#AWP20 Featured Presenter Q&A with Deborah Paredez

AWP | February 2020

Event Title: 10 Years of CantoMundo: Founders, Faculty, and Fellows
Description: Join CantoMundo for a discussion on contemporary Latinx letters, the history of CantoMundo, and what’s ahead for us. Each poet will also do a short reading.
Participants: Denice Frohman, Deborah Paredez, Willie Perdomo
Location: Hemisfair Ballroom C1, Henry B. González Convention Center, Ballroom Level
Date & Time: Thursday, March 5, 1:45 p.m. to 3:00 p.m.

 

Q: What are some of the conference events or Bookfair exhibitors you look forward to seeing at AWP? 
I am looking forward to Helena María Viramontes' keynote.

Q: What do you remember most about your first AWP? What advice would you give to an AWP first-timer?
I was curious about writing in form and was lucky enough to catch a panel with Tyehimba Jess reading and discussing his syncopated sonnets and I was completely transported. I would recommend that first-timers focus on just a few panels or events they want to do each day and to take time to take a break or wander around the city to avoid getting overwhelmed by the sheer number of people and energy.

Q: What is your favorite AWP conference memory?
Every year my favorite memory from AWP is always the soulful connections I make with my writer friends (old and new) from across the country. 

Q: What book or books that you’ve read over the last year would you most highly recommend?
Diana Koi Nguyen, Ghost Of
Hanif Abdurraqib, Go Ahead in the Rain
Anne Boyer, The Undying 
Saidiya Hartman, Wayward Lives, Beautiful Experiment

Q: If you’ve been to San Antonio before, what places do you recommend that our attendees should visit?
I'm a San Antonio native, and March is a beautiful time to visit. I would recommend taking in some art at the Presa House Gallery and hiking the Mission Trail and having a drink at the legendary Esquire Bar.

 

Deborah Paredez is a poet, performance scholar, and cultural critic. She is the author of the critical study Selenidad: Selena, Latinos, and the Performance of Memory and of the poetry volumes This Side of Skin and Year of the Dog (forthcoming), which is debuting at AWP this year. Her poetry and essays have appeared in the New York Times, Los Angeles Review of Books, National Public Radio, Boston Review, Poetry, Poet Lore, and elsewhere. She teaches creative writing and ethnic studies at Columbia University.  She's thrilled to be back in her hometown of San Antonio, which is also the birthplace of CantoMundo, the national organization for Latinx poets that she co-founded in 2009 with Celeste Guzmán Mendoza, Pablo Miguel Martinez, Norma E. Cantú, and Carmen Tafolla.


• PROBLEM REQUIREMENTS:
Skip the pictures. Copy all the rest of the records down exactly.

"""

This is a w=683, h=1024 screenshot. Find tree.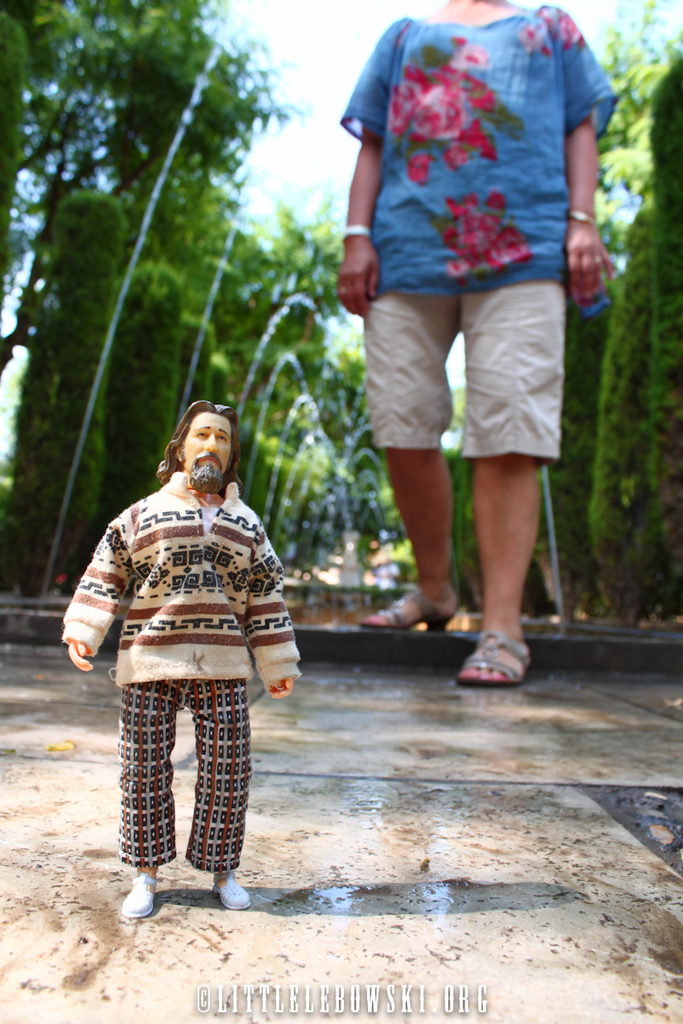
Bounding box: crop(196, 190, 346, 610).
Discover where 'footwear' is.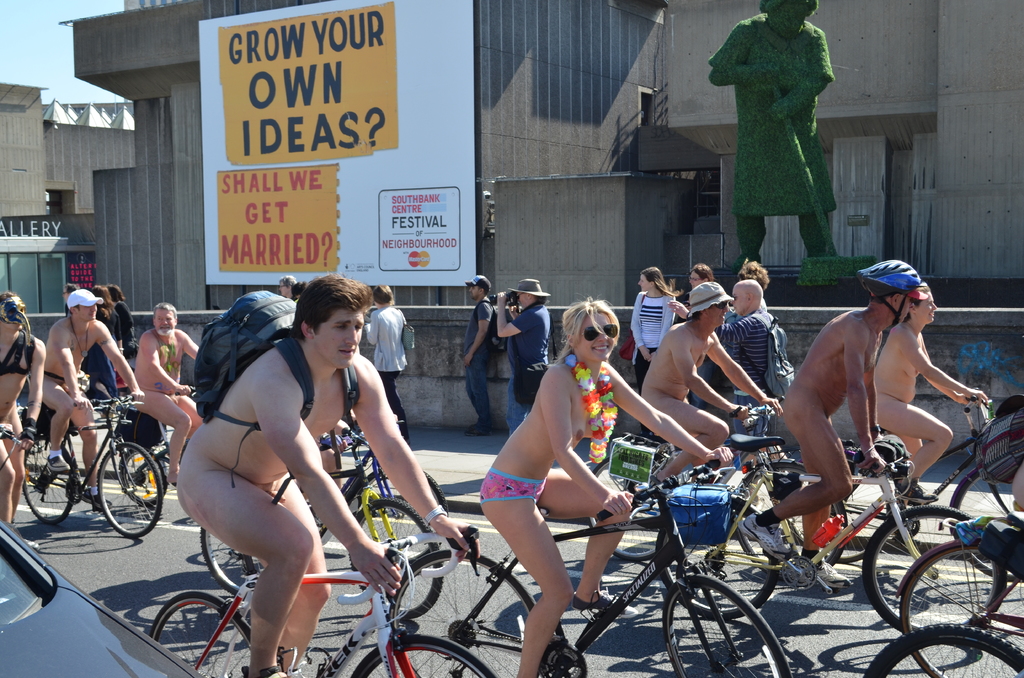
Discovered at {"x1": 79, "y1": 488, "x2": 113, "y2": 506}.
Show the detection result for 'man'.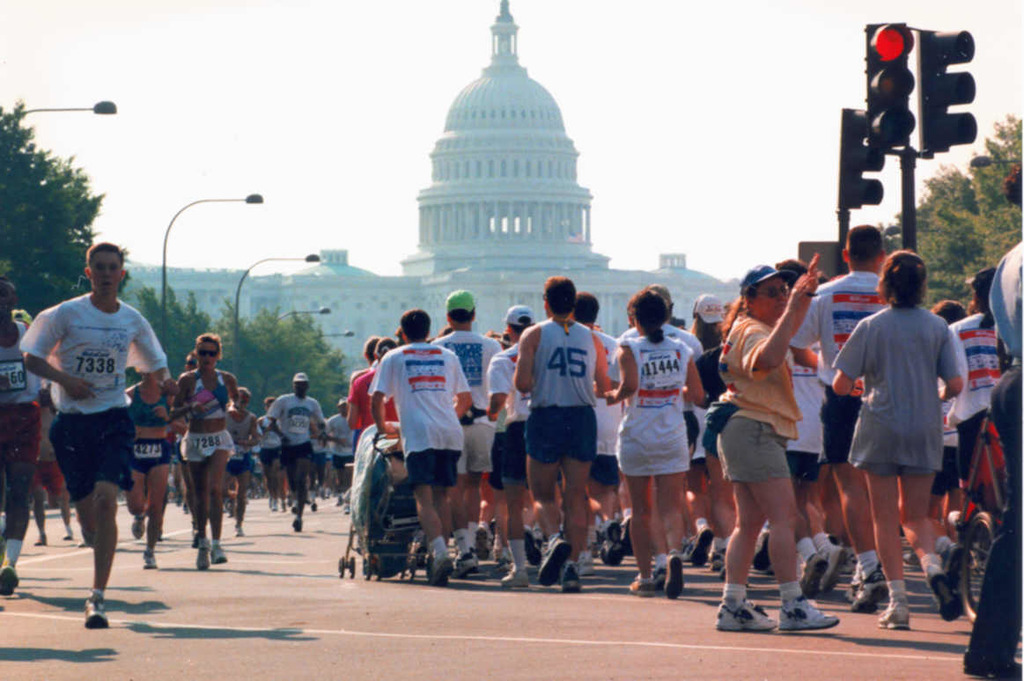
crop(570, 290, 623, 561).
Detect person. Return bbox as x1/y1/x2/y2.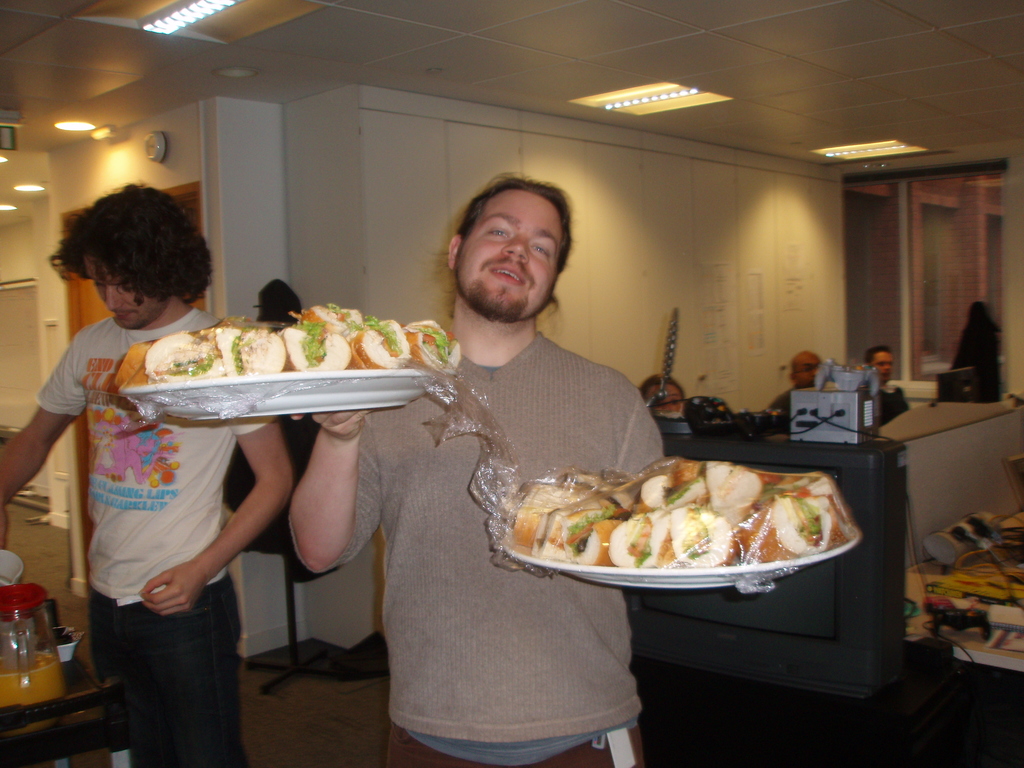
866/346/908/425.
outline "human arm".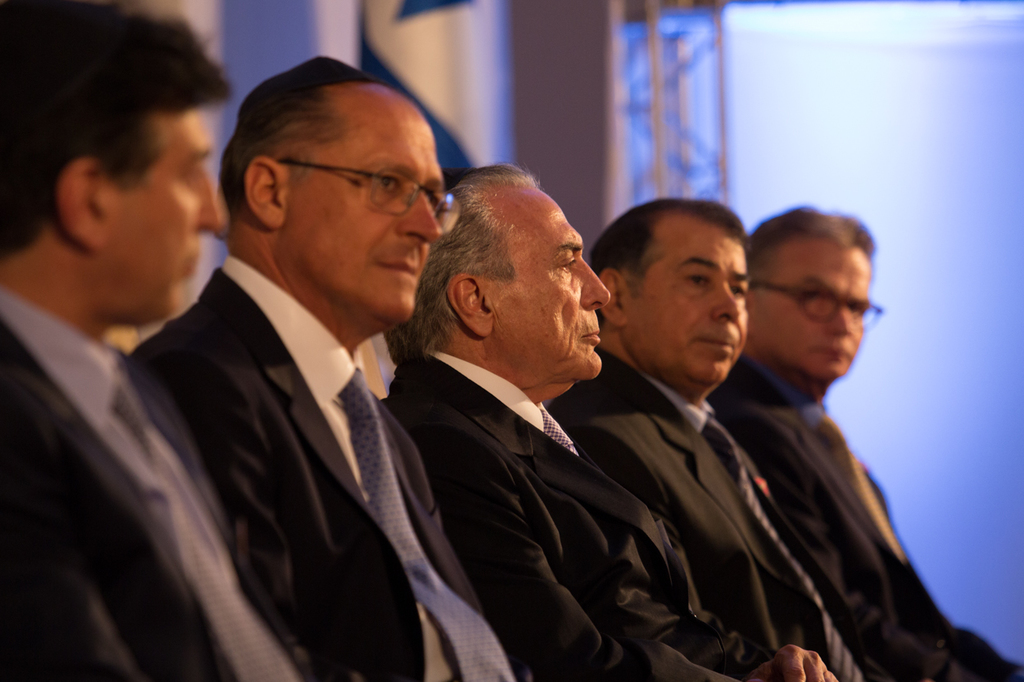
Outline: bbox=[136, 355, 262, 544].
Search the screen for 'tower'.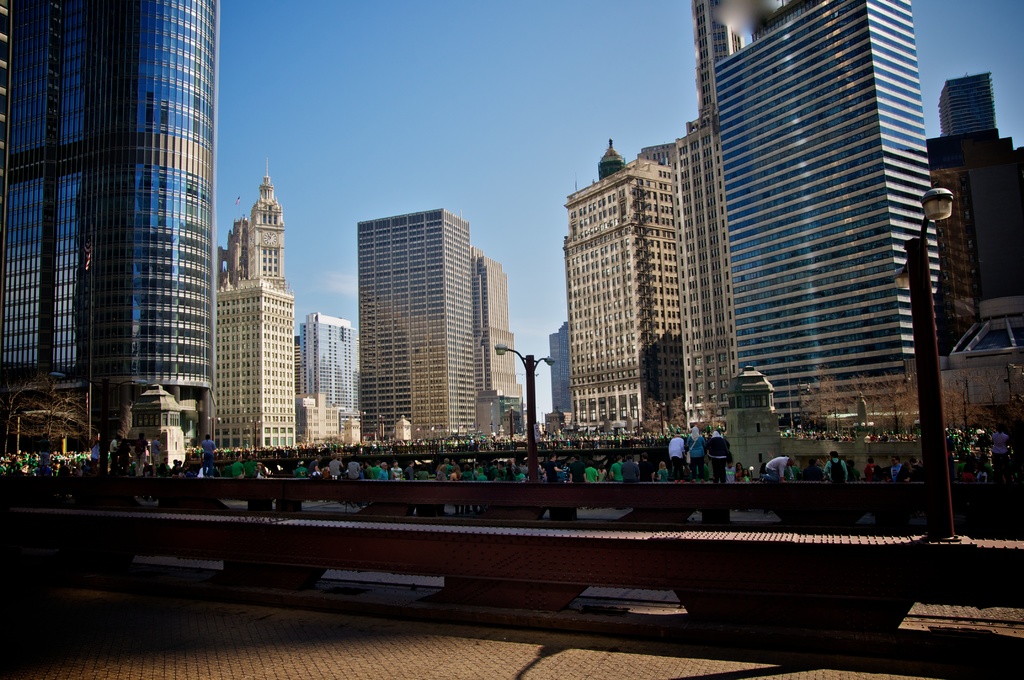
Found at <region>302, 318, 355, 416</region>.
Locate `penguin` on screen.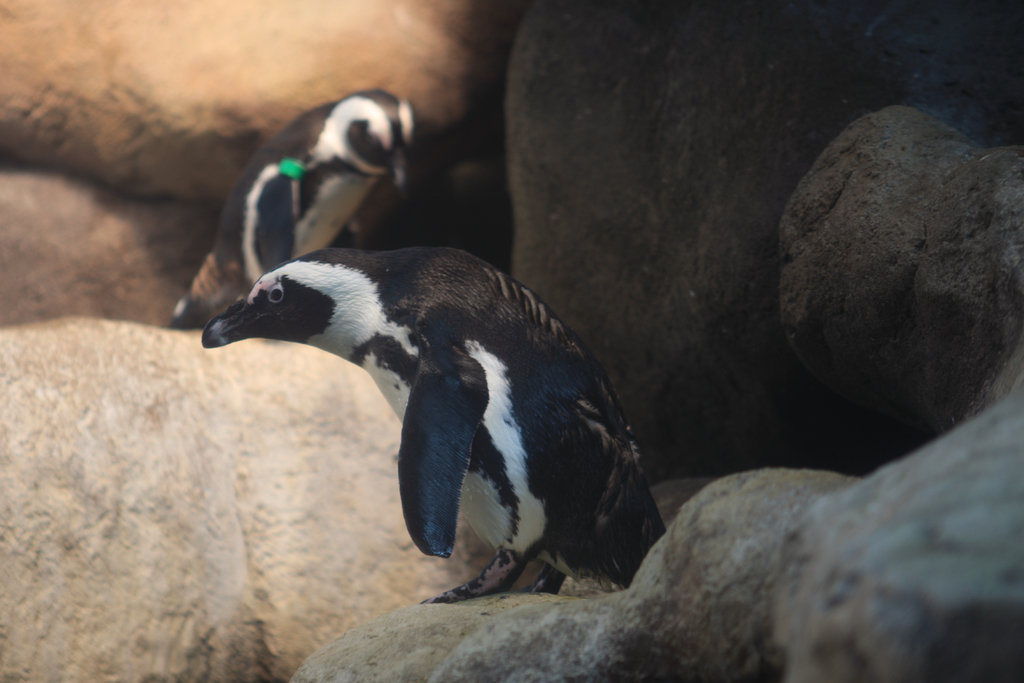
On screen at [171,88,420,325].
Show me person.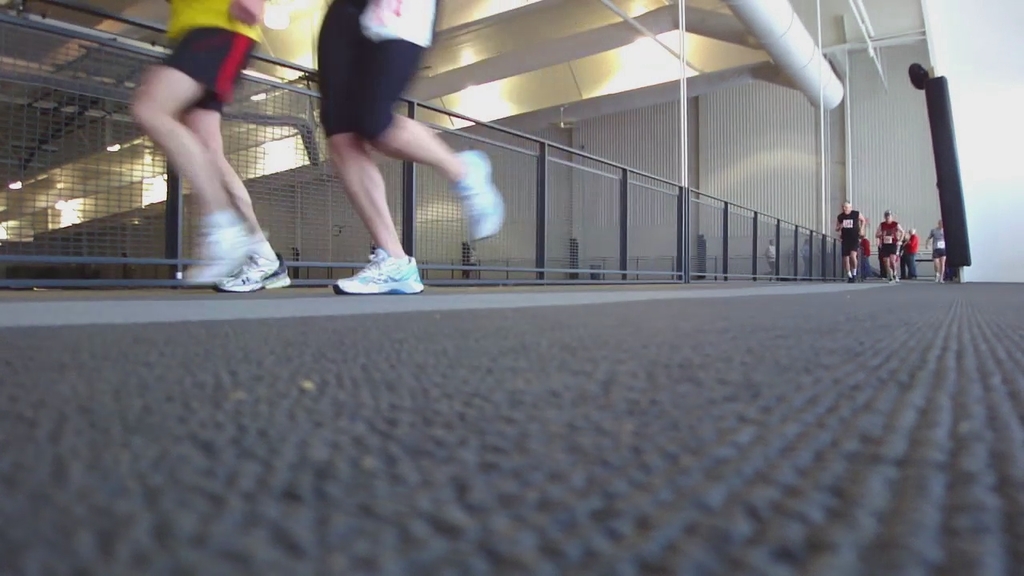
person is here: [x1=902, y1=227, x2=918, y2=273].
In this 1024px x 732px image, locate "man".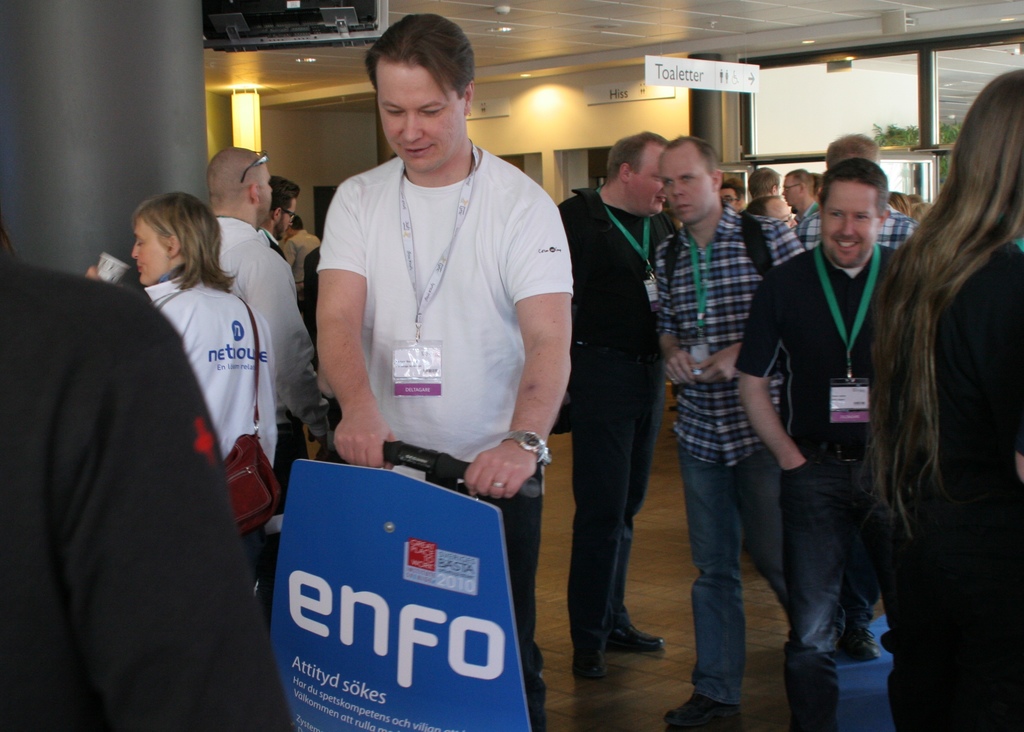
Bounding box: (662, 135, 810, 731).
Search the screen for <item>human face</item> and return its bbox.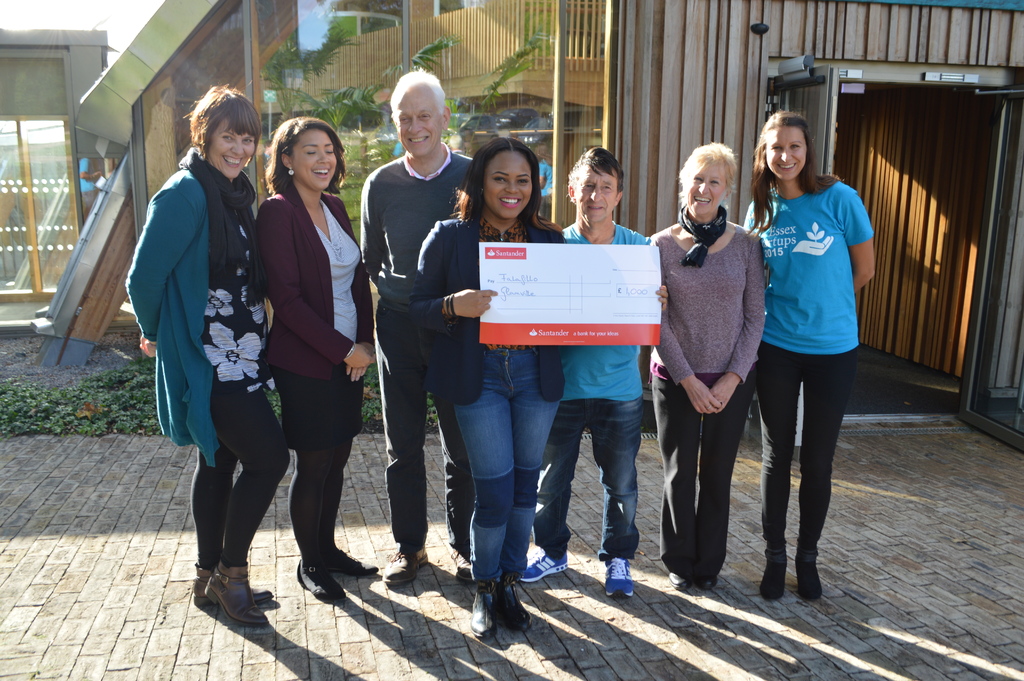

"""

• EXERCISE RESULT:
This is a w=683, h=1024 screenshot. Find tree.
Bounding box: crop(196, 190, 346, 610).
Discover where 'footwear' is.
Discovered at {"x1": 79, "y1": 488, "x2": 113, "y2": 506}.
Show the detection result for 'man'.
crop(570, 290, 623, 561).
Detect person. Return bbox as x1/y1/x2/y2.
866/346/908/425.
outline "human arm".
Outline: bbox=[136, 355, 262, 544].
Search the screen for 'tower'.
Found at <region>302, 318, 355, 416</region>.
Locate `penguin` on screen.
On screen at [171,88,420,325].
Show me person.
person is here: [x1=902, y1=227, x2=918, y2=273].
In this 1024px x 732px image, locate "man".
Bounding box: (662, 135, 810, 731).
Search the screen for <item>human face</item> and return its bbox.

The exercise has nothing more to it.